A completely unhelpful retraction notice appears in the September issue of Molecular Biology and Evolution for “Investigating the Role of Natural Selection on Coding Sequence Evolution in Salmonids Through NGS Data Mining,” a paper first published in March.
Here’s the entire notice for the paper — which has been removed completely from the journal’s site, we should mention:
This article has been permanently retracted from publication by the authors.
Reading the entirety of that unhelpful notice, by the way, will set you back $32 if you’re not a subscriber. Otherwise, you will learn only that “This article has…”
Has what? Cooties? Been given an award? Too many references? Come on, Oxford University Press. We know times are tough. But you can’t make the whole sentence free?
Lucky for us, the Universite Laval’s Louis Bernatchez, the senior author of the study, was happy to say why the paper was retracted:
Quite simply, our study targetted specifically a comparative genomics analysis of salmonid species. However, because the whole family went through a relatively recent whole genome duplication event, sorting out paralogs from true orthologs remains a serious challenge. We realised that some targets retained in our analyses were likely to be paralogs, which could cause some biases in our results. We now need to revisit that very carefully using alternative analytical approaches.

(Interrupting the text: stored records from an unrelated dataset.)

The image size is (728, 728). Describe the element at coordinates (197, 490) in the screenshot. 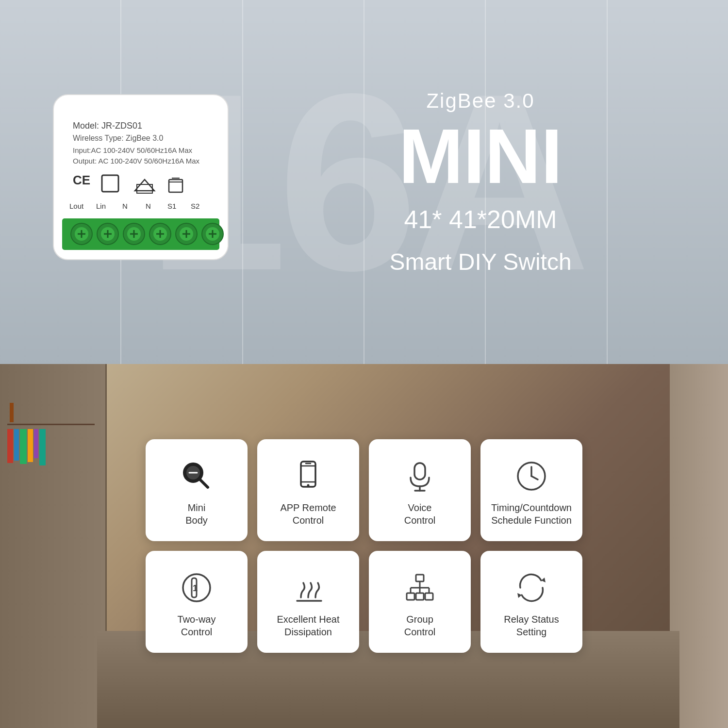

I see `feature-card-mini-body: Mini Body` at that location.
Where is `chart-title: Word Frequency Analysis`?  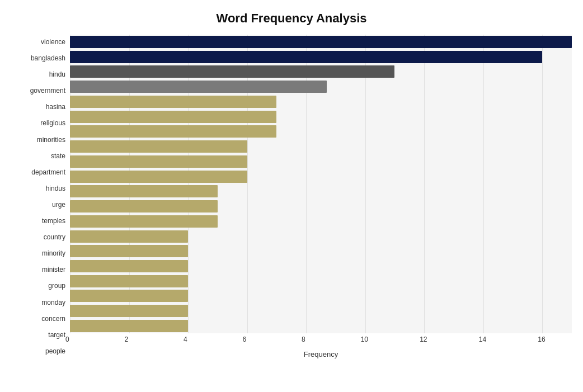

We asked Joseph Pickrell, a University of Chicago graduate student in genetics who brought this retraction to our attention, to explain what that meant:
They wanted to compare the sequences of genes across different species, and thought that’s what they had done. However, in these species, apparently a lot of genes are duplicated, such that there are two relatively similar copies (call them gene 1a and gene 1b). If you’re looking at a copy of a gene in a species, it’s difficult to tell whether it’s gene 1a or gene 1b. So presumably what happened is that they thought they were looking at gene 1a in both species, but realized they were looking at gene 1a in one species, but gene 1b in another species. This is an easy mistake to make, and could definitely lead to major problems. Though again, without the text of the original article, it’s tough to be more precise than that.
Indeed. We don’t think removing a retracted paper completely from an archive — as opposed to just clearly marking it “retracted” — is the best way to correct the scientific record. (The citation still appears on PubMed, sort of.) And it’s also hard to understand why the journal didn’t just say why the paper was retracted.
We tried to get comment from the journal’s editor, as well as Oxford University Press, and will update with anything we hear back.
Please see an update on this story.
Whoa, you’ve just given us a $32 article for free! Doesn’t that make you some kind of academic paywall-pirate? 😉
Shouldn’t everyone who paid $32 for the original article simply get a refund? That seems fairer than having to pay another $32 to find out it was retracted…..
If you don’t get a rapid response from OUP you could try a UK Freedom Of Information request as OUP is part of the University of Oxford which is a public body required to reply in 20 working days.